PandemicsPreventing Future Pandemics Starts with Recognizing Links between Human and Animal Health
The COVID-19 pandemic has demonstrated that zoonotic diseases – infections that pass from animals to humans – can present tremendous threats to global health. More than 70 percent of emerging and reemerging pathogens originate from animals.
The COVID-19 pandemic has demonstrated that zoonotic diseases – infections that pass from animals to humans – can present tremendous threats to global health. More than 70 percent of emerging and reemerging pathogens originate from animals. That probably includes the SARS CoV-2 virus, which scientists widely believe originated in bats.
There are still questions about specifically where the SARS-CoV-2 virus emerged. But experts across the globe agree that communities can take steps to reduce the risk of future spillovers. A key is for veterinarians, doctors and scientists to work together, recognizing how closely connected human health is with that of animals and of the habitats that we share – an approach known as One Health.
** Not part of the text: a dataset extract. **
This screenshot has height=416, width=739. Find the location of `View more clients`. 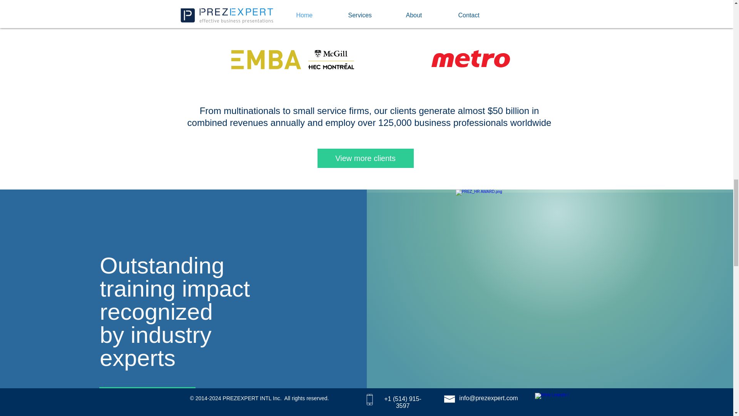

View more clients is located at coordinates (365, 158).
To prevent new pandemics, scientists need to identify specific locations where viruses are most likely to make the jump from animals to humans. In turn, this requires understanding how human behaviors – from deforestation to fossil fuel combustion to conflict to cultural activities – contribute to spillover risks.
We focus on global One Health research and education and epidemiology of infectious diseases, and we served on a science task force convened by the Harvard T.H. Chan School of Public Health and the Harvard Global Health Institute to evaluate current knowledge of how to prevent spillovers. The task force report noted that a recent analysis estimates the costs of addressing spillover at high-risk interfaces through One Health approaches and forest conservation at US$22 billion to $31 billion per year. These costs are dwarfed by the estimated global GDP loss of nearly $4 trillion in 2020 due to the COVID-19 pandemic.
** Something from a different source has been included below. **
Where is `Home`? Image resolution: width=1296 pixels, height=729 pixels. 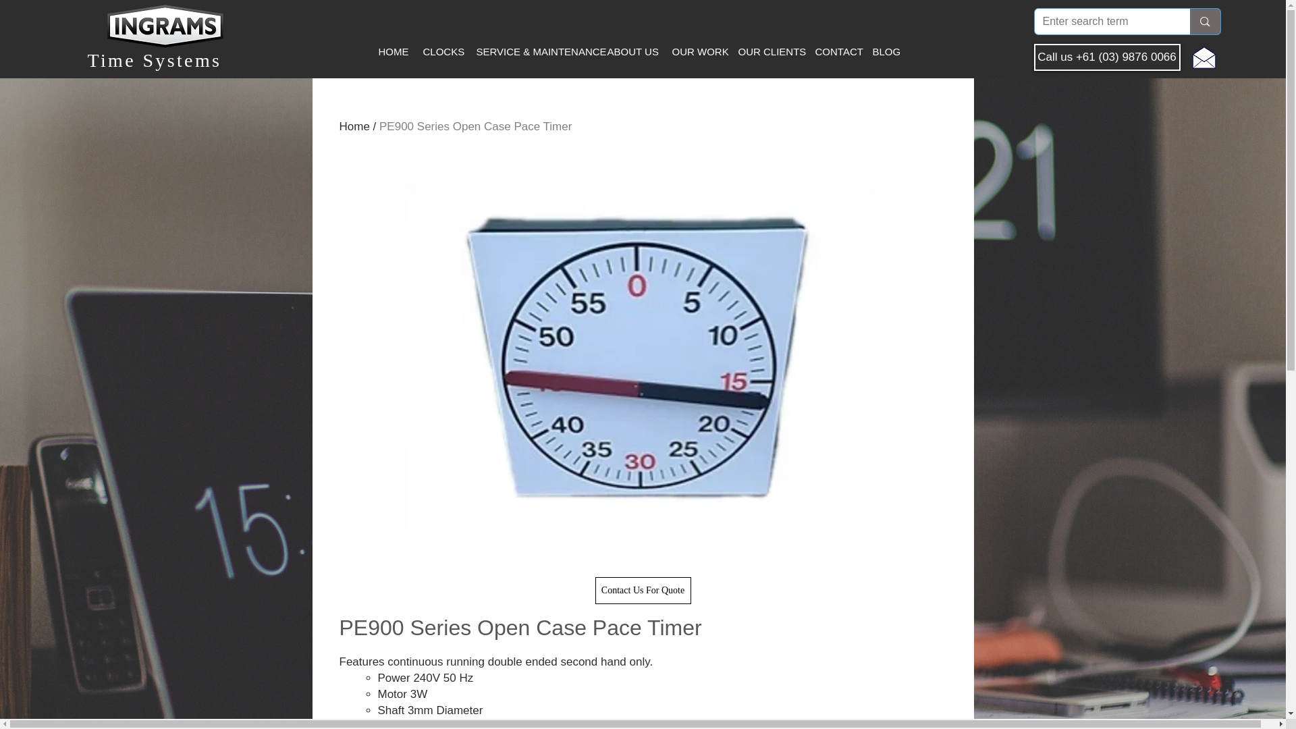
Home is located at coordinates (354, 126).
In our view, coordinated investment based on a One Health approach is needed to initiate and sustain global prevention strategies and avoid the devastating costs of pandemic response.
Recognizing Risky Zones
Identifying high-risk areas for zoonotic spillover is challenging. People and wildlife move around a lot, and exposure may not lead immediately to infection or produce symptoms that clearly reflect exposure to pathogens.
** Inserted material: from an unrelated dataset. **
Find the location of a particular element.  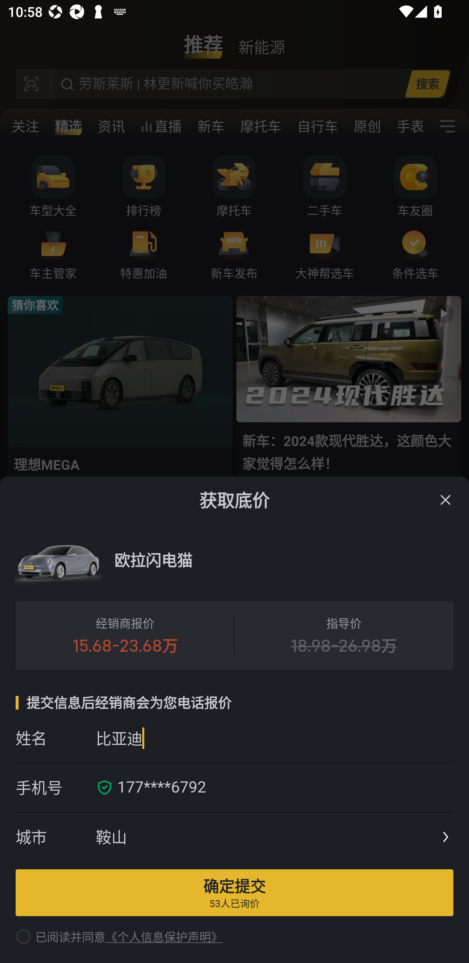

比亚迪 is located at coordinates (274, 738).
But researchers can make predictions by combining data on human and livestock density with that on environmental conditions, such as deforestation and land use changes, that can enable pathogens to spread from wildlife to humans. For instance, there are areas in China, Indonesia, India and Bangladesh where development has fragmented forests and extended animal farming and human communities near the natural habitats of horseshoe bats. This group of bats, which includes more than 100 species, has been implicated as a reservoir for many coronaviruses.